Massachusetts Attorney General’s Office Unsure If Polyamory Is Legal In Massachusetts

Printed from: https://newbostonpost.com/2021/11/18/massachusetts-attorney-generals-office-unsure-if-polyamory-is-legal-in-massachusetts/

It’s not yet clear if Adam, Eve, and Steve will be able to make it official in towns across the Commonwealth of Massachusetts.

Massachusetts Attorney General Maura Healey’s office is trying to decide whether or not a domestic partnership bylaw from the town of Arlington that recognizes polyamorous relationships is legal in the Commonwealth; representative town meeting members approved the bylaw at the town’s April 2021 annual town meeting.

So far, the Attorney General’s office says it’s not sure, and has delayed its final ruling yet again.

A spokesman for the Attorney General’s office told NewBostonPost on background that the deadline has been pushed back another month:  from November 27 to December 27. The spokesman said that the office can request extensions when needed. She also said that there were novel legal issues with the case. A novel case is one in which “no precedent can be found,” according to USLegal.

Part of the reason why the case is not so simple is that the Commonwealth has a law against polygamy. While polygamy is commonly understood as being married to multiple spouses at the same time, the Commonwealth’s anti-polygamy law may not allow for polyamorous relationships without being married to multiple people. Polyamory is the practice of more than two people being involved in a romantic relationship together.

Here is what the state’s anti-polygamy law says:

 

Section 15. Whoever, having a former husband or wife living, marries another person or continues to cohabit with a second husband or wife in the commonwealth shall be guilty of polygamy, and be punished by imprisonment in the state prison for not more than five years or in jail for not more than two and one half years or by a fine of not more than five hundred dollars; but this section shall not apply to a person whose husband or wife has continually remained beyond sea, or has voluntarily withdrawn from the other and remained absent, for seven consecutive years, the party marrying again not knowing the other to be living within that time, nor to a person who has been legally divorced from the bonds of matrimony.

 

Arlington, a town of about 46,000 about 6 miles northwest of Boston, has a representative town meeting form of government. Town voters elect 252 residents of the town to represent them at Arlington Town Meeting, which functions as a sort of legislature for the town. This past April, members of representative town meeting overwhelmingly approved the town’s new domestic partnership bylaw, including an amendment to the original proposal that recognizes polyamory.

The domestic partnership bylaw passed with 221 members voting in favor of it and 11 members voting against it. The polyamory amendment passed with 192 members voting for it and 37 members voting against it.

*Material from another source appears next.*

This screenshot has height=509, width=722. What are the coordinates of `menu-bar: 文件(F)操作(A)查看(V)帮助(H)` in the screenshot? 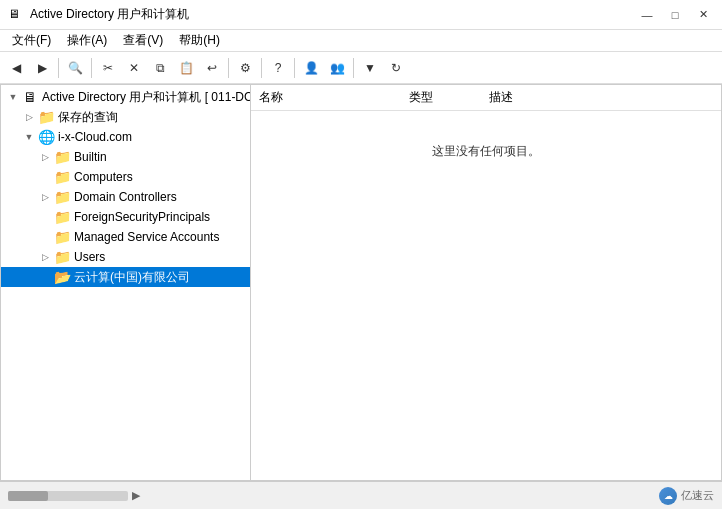 It's located at (361, 41).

The amended bylaw in theory would allow people to register a domestic partnership with the town of Arlington if they meet the following criteria:

 

(1) They have made a commitment of mutual support and caring for each other their

domestic partners;

(2) They reside together and intend to do so indefinitely;

(3) They share basic living expenses;

(4) They are at least eighteen (18) years of age;

(5) They are competent to enter into a contract; and

(6) They are not married to anyone or related to each other by blood closer than would

bar marriage in the Commonwealth of Massachusetts.

 

The bylaw would allow members of a polyamorous domestic partnership to have visitation rights at town-operated health care facilities and town-operated correctional facilities. Additionally, a child’s parent or legal guardian would be allowed to give a domestic partner access to a child’s school records as well as access to the child, including school dismissal.

It also means that Arlington town employees could receive bereavement leave for their domestic partners. The town allows for up to five days of paid leave for the death of a spouse, child, father, mother, sister, brother, or grandparents. The current bereavement leave policy does not offer leave for the death of domestic partners.

If the Attorney General’s office approves the bylaw, Arlington would become the third Massachusetts community to officially recognize polyamorous relationships. Somerville became the first in June 2020, and Cambridge became the second in March 2021. Those were city ordinances, however, which are not subject to review by the Attorney General’s office. (Chapter 40, Section 32 of Massachusetts General Laws exempts city by-laws from review by the Attorney General’s office.)

In Arlington, Precinct 3 Town Meeting member Amos Meeks, who has two domestic partners, proposed the polyamory amendment to the domestic partnership bylaw this past spring.

Meeks wasn’t the first person in Arlington town politics to propose the change, however.  One selectman who said he was once involved in a three-way domestic relationship first raised the possibility of officially recognizing polyamorous relationships during a public meeting in early June 2020, as NewBostonPost reported at the time.